Can Small-scale Growing “Feed the World”?
Can Small Farms Feed the UK? The Reality of Urban Food Production
Written by the Food Logistics Committee, Food & Solidarity. This is Part 2 of the Food Logistics series. Part 1 explained why Food & Solidarity do not attempt to grow produce at scale. Here, we examine whether small-scale growing can realistically feed UK cities, and how historical, social, and economic structures shape the reality of urban food production.
Understanding why small farms alone cannot feed cities, and why collective organising and food parcels remain essential.
Why Small-Scale Growing Alone Cannot Feed Cities
The idea that every community could feed itself through local growing is appealing, but in reality, small farms and urban gardens cannot meet the needs of city populations under current UK conditions. Supermarket dominance, land concentration, and agricultural policies all constrain what small producers can achieve.
In the UK, fewer than 1% of the population works in agriculture, yet more than 70% of food is sold through major supermarket chains. Meanwhile, the largest 100 landowners control around 2.5% of UK farmland, and corporate agribusinesses dominate production. Without systemic changes to land access, wages, and market control, small-scale growing remains supplementary rather than foundational.
Most small farms rely on off-farm jobs, contracts with retailers, or subsidies to survive. Labour productivity, farm incomes, and retail food prices are tightly linked, leaving small-scale growers unable to generate the surplus needed to feed large urban populations. Research shows that agro-ecological smallholders cannot meet urban food demand alone.
Even community growing initiatives in urban areas like Newcastle, Manchester, or London are limited by land availability, soil quality, and seasonal constraints. While they provide fresh produce and strengthen local solidarity, they cannot replace structured food distribution systems that reach thousands of households daily.
The Legacy of Colonialism and Market Forces
Colonial Policies and Food Systems
The structure of the modern UK food system is heavily influenced by colonial history. During the 19th century, colonial powers dismantled local grain reserves in India, China, and Africa, prioritising exports to Europe and the US, even during famines. Historical research shows these policies were deliberate and catastrophic.
Railways, ports, and market integration tied local farmers to global markets, forcing them to grow cash crops for export instead of feeding local populations. Famines were often rationalised as “natural” disasters when they were manufactured by political and economic choices. The legacy of these policies continues today: supermarkets, commodity markets, and large landowners control production and distribution, making small-scale local growing secondary to global supply chains.
Industrial Agriculture and Population Growth
Between 1950 and 2000, the global population grew from 2.5 to 6 billion, with projections reaching 9 billion by 2050. Industrial, high-input farming allowed this growth, but small farms remained marginalised. Policies, subsidies, and market pressures continue to favour large-scale production, leaving small-scale growers dependent on contracts, grants, and niche markets.
Why Food & Solidarity Parcels Matter
Food & Solidarity parcels are a practical response to systemic food insecurity. In Newcastle upon Tyne, we regularly support families facing low wages, rising rents, benefit delays, and unsafe housing conditions. While small-scale growing projects supplement diets, they cannot replace emergency support and systemic change.
Our parcels do not excuse government inaction; they are a form of solidarity. By pooling resources, we ensure no one goes without while also challenging the systems that create need. Our parcels combine direct relief with political organising.
For example, nearly one in three children in the UK grows up poor. In Newcastle, 46% of children in Elswick, 42% in Arthur’s Hill, and 38% in Benwell experience poverty. This is not due to personal failings but political choices, low wages, unaffordable rents, and benefit cuts. Parcels provide immediate relief, while organising against evictions, campaigning for housing repairs, and advocating for economic justice addresses root causes.
UK-Focused Statistics
- Less than 1% of UK population works in agriculture.
- Over 70% of food is sold through supermarkets.
- Top 100 UK landowners control 2.5% of farmland.
- Nearly 1 in 3 UK children grow up poor; Newcastle rates reach 46% in some areas.
- Small farms generate 10–20% of the nation’s fruit and vegetables, mostly niche or organic produce.
Frequently Asked Questions
Can small farms feed the UK?
Small farms contribute to food diversity and local supply chains. However, current land ownership, supermarket concentration, and pricing structures prevent them from supplying enough food for large urban populations without systemic change.
Can urban farming feed cities?
Urban growing projects improve access to fresh food and strengthen communities, but land, labour, and yield limitations mean they cannot replace national food systems.
What is food sovereignty?
Food sovereignty is the principle that communities should control how food is produced and distributed, rather than leaving it to global markets and corporations. It emphasizes local land access, fair wages, and democratic control over food systems.
Join Us
Food & Solidarity is built by members who contribute what they can. Membership funds essential parcels and supports campaigns for housing justice, against child poverty, and for an internationalist food system based on solidarity. By joining, you’re part of building the power needed to change the systems that cause hunger.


**Task to complete**
Where does the string "center" appear? Copy every line of the entries below that holds it.

Source data:

*** Block opens ***

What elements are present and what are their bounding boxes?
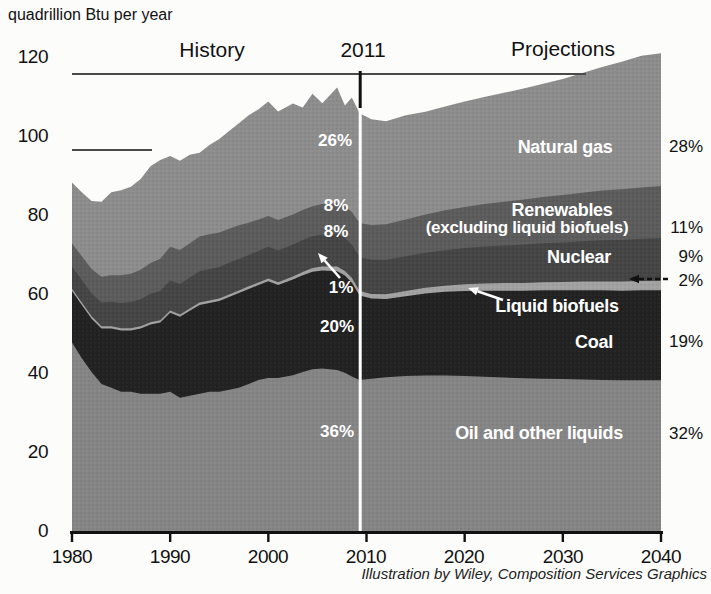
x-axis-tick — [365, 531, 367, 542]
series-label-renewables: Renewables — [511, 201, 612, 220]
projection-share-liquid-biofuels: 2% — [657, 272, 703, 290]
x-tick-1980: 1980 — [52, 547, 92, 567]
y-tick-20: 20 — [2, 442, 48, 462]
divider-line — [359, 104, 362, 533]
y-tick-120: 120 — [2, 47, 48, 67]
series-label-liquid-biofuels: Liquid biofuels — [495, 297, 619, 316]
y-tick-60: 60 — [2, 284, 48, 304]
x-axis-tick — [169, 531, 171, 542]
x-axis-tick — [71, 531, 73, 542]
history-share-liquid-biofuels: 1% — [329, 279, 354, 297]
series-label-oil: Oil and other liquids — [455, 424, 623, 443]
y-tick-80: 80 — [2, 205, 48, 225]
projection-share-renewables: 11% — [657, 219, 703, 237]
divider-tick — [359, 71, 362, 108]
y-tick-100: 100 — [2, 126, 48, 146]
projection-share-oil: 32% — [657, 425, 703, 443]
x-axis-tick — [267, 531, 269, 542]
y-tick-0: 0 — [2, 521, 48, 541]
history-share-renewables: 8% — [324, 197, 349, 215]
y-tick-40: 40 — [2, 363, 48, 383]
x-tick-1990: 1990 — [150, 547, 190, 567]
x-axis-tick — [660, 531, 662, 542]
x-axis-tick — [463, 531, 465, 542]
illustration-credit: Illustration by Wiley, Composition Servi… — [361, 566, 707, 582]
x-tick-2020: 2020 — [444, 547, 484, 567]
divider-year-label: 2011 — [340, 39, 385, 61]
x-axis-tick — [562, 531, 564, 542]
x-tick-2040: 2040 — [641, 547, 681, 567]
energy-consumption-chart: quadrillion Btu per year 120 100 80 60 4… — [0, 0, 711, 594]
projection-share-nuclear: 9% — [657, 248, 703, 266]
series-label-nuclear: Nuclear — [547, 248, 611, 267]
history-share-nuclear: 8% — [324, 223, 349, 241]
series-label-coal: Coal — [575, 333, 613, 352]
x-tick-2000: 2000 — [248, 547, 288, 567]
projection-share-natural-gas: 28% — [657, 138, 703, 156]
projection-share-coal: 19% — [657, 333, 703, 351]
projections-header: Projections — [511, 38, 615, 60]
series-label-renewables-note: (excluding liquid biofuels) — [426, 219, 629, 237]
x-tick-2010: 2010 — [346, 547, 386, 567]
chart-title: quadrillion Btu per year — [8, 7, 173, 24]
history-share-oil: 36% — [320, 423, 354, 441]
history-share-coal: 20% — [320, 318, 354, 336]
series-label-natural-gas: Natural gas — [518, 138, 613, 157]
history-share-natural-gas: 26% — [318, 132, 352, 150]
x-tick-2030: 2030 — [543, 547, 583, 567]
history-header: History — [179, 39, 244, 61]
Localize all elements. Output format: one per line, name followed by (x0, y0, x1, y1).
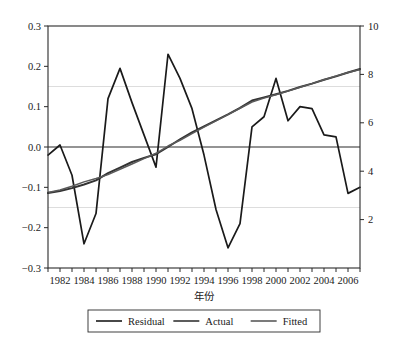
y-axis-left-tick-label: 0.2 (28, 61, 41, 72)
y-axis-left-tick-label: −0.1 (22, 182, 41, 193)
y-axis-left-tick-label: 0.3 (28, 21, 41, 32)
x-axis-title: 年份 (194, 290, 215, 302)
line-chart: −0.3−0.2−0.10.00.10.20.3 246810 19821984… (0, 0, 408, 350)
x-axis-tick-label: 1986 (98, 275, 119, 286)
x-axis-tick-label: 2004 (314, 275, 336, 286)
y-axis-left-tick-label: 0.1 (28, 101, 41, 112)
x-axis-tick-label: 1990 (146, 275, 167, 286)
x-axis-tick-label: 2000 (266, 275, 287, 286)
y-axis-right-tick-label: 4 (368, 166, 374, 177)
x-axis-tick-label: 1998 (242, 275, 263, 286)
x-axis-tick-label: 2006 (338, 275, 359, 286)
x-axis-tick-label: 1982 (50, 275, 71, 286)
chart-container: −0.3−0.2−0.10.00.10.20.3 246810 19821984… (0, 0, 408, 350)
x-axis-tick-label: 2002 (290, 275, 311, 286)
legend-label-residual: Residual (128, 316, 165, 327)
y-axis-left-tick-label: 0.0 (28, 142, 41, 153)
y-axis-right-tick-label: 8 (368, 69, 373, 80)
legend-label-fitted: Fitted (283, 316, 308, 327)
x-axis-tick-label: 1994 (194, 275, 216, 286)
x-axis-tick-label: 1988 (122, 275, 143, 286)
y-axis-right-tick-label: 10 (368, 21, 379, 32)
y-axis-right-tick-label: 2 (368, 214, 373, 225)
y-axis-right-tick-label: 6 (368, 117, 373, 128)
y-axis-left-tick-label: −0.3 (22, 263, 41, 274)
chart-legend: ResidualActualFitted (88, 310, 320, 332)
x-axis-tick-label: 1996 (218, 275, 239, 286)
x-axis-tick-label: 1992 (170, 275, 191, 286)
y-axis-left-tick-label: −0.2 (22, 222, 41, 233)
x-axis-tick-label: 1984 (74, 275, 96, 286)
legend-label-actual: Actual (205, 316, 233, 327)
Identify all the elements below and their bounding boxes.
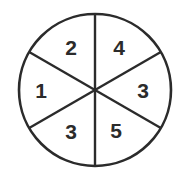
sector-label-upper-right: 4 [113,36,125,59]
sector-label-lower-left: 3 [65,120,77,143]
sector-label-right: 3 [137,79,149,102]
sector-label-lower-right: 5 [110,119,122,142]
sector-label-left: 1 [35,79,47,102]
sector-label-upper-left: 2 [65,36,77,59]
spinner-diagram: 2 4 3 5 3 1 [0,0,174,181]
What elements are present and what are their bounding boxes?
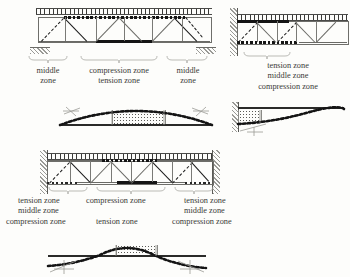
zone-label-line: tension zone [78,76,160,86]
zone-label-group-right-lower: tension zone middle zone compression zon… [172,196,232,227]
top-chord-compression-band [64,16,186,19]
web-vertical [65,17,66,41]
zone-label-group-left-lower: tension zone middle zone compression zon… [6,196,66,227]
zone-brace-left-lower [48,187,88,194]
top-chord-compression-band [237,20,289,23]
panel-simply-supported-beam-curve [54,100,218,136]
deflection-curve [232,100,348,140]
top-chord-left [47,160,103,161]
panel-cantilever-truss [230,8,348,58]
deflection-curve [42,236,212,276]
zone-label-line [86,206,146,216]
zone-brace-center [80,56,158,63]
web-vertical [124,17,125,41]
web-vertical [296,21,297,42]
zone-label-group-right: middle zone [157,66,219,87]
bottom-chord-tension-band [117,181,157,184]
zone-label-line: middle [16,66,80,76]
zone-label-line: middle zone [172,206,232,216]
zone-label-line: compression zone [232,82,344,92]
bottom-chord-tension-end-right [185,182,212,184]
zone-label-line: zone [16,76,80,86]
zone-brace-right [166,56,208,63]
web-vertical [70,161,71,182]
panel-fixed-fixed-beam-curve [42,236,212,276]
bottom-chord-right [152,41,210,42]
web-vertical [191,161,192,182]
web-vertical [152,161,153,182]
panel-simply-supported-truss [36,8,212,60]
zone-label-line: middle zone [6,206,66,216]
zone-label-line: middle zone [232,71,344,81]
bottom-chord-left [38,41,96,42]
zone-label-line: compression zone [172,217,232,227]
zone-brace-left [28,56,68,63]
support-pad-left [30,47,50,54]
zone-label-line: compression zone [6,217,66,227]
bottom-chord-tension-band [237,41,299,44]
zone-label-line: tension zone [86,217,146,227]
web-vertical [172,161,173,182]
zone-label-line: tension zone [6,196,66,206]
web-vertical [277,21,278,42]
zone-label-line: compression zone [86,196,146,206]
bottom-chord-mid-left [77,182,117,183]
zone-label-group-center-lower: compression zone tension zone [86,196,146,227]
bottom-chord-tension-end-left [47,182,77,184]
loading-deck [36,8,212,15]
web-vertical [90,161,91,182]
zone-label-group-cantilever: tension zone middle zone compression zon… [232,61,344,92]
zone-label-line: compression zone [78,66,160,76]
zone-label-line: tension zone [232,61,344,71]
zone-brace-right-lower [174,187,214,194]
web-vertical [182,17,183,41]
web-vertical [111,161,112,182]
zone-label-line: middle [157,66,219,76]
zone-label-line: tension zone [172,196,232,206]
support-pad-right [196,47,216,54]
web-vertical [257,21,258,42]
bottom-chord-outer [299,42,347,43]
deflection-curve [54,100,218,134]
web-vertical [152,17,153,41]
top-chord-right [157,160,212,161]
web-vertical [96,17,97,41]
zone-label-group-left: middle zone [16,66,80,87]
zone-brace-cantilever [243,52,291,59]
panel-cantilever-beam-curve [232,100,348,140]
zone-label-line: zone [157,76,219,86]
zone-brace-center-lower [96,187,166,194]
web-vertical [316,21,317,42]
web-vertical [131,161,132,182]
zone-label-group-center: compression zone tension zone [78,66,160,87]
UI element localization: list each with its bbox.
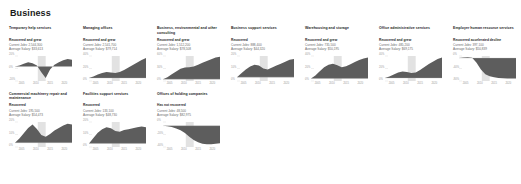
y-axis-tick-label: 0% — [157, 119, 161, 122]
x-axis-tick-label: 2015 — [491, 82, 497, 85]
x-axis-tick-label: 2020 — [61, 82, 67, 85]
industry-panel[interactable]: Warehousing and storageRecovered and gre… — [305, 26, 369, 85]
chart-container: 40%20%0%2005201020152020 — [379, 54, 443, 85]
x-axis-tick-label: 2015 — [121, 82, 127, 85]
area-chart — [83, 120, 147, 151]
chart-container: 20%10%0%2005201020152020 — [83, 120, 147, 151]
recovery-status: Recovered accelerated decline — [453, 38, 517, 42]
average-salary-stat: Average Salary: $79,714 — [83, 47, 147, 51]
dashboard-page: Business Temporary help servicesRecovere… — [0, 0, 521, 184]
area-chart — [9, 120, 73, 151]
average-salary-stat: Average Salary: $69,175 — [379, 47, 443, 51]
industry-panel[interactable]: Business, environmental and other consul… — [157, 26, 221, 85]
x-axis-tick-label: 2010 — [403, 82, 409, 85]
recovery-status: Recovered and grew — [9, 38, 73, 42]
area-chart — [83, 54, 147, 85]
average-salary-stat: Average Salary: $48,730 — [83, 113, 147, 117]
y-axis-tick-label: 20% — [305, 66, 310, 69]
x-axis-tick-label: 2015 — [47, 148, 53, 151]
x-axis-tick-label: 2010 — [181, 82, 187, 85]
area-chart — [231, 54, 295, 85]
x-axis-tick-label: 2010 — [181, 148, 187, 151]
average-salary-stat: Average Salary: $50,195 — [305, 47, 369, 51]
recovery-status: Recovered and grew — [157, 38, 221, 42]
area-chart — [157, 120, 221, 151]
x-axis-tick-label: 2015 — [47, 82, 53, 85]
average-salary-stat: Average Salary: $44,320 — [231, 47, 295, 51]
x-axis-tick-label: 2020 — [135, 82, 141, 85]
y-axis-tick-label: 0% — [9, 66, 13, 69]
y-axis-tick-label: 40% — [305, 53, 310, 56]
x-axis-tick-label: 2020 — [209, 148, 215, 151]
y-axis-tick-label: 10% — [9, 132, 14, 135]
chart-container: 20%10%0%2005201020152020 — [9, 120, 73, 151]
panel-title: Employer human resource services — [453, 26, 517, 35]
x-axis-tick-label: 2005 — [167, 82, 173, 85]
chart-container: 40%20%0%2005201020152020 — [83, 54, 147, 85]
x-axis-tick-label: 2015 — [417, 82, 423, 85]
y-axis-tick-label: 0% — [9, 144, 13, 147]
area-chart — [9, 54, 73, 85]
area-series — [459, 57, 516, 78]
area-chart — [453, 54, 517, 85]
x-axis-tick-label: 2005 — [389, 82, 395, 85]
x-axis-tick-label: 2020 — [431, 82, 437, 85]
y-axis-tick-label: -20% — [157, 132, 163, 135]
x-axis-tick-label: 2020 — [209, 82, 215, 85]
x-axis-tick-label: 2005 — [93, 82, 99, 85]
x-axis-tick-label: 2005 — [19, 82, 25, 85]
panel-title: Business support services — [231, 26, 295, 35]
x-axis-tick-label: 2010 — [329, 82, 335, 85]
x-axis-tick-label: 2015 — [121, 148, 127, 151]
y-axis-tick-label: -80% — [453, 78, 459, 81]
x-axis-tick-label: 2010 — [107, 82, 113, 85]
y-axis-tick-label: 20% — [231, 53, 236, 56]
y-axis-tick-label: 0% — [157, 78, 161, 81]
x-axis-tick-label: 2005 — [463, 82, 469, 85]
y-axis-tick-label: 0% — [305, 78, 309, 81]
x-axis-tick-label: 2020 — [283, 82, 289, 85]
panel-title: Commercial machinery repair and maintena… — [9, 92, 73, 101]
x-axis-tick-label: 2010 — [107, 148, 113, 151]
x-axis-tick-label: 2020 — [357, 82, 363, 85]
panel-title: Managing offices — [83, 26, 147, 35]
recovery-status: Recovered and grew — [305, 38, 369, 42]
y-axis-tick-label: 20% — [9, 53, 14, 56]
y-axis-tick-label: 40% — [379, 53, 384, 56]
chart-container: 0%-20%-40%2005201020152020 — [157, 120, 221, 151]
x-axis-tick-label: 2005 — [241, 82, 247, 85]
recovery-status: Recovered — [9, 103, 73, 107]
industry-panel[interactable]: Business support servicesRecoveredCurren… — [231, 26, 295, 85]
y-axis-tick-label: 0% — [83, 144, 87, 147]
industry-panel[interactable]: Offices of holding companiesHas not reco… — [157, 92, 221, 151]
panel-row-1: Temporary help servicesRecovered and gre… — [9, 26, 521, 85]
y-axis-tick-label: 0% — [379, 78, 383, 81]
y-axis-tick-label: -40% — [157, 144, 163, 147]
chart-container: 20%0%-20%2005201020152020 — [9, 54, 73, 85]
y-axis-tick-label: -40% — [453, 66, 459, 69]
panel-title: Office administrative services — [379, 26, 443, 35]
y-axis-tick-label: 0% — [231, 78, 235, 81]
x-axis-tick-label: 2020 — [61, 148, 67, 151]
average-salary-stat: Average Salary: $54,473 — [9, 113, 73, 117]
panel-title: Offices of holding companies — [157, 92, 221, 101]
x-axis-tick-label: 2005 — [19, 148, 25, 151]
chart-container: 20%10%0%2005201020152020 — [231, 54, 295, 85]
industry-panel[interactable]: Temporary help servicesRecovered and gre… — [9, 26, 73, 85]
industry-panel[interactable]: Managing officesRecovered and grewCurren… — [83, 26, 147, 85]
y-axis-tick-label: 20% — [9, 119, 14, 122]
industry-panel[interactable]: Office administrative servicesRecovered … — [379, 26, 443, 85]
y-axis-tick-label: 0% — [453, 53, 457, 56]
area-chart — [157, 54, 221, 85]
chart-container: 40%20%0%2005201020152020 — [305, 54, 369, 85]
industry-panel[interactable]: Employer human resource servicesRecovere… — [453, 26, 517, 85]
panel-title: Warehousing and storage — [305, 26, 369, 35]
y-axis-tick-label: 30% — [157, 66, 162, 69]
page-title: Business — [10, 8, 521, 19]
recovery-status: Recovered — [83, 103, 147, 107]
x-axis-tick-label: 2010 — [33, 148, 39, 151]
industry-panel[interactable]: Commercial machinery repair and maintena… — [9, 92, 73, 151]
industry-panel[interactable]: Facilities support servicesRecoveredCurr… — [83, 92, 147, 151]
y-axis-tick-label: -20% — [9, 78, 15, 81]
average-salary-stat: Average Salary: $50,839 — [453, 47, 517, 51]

*** Block closes ***

**Task result**
zone-brace-center [80,56,158,63]
zone-label-group-center-lower: compression zone tension zone [86,196,146,227]
zone-brace-center-lower [96,187,166,194]
zone-label-group-center: compression zone tension zone [78,66,160,87]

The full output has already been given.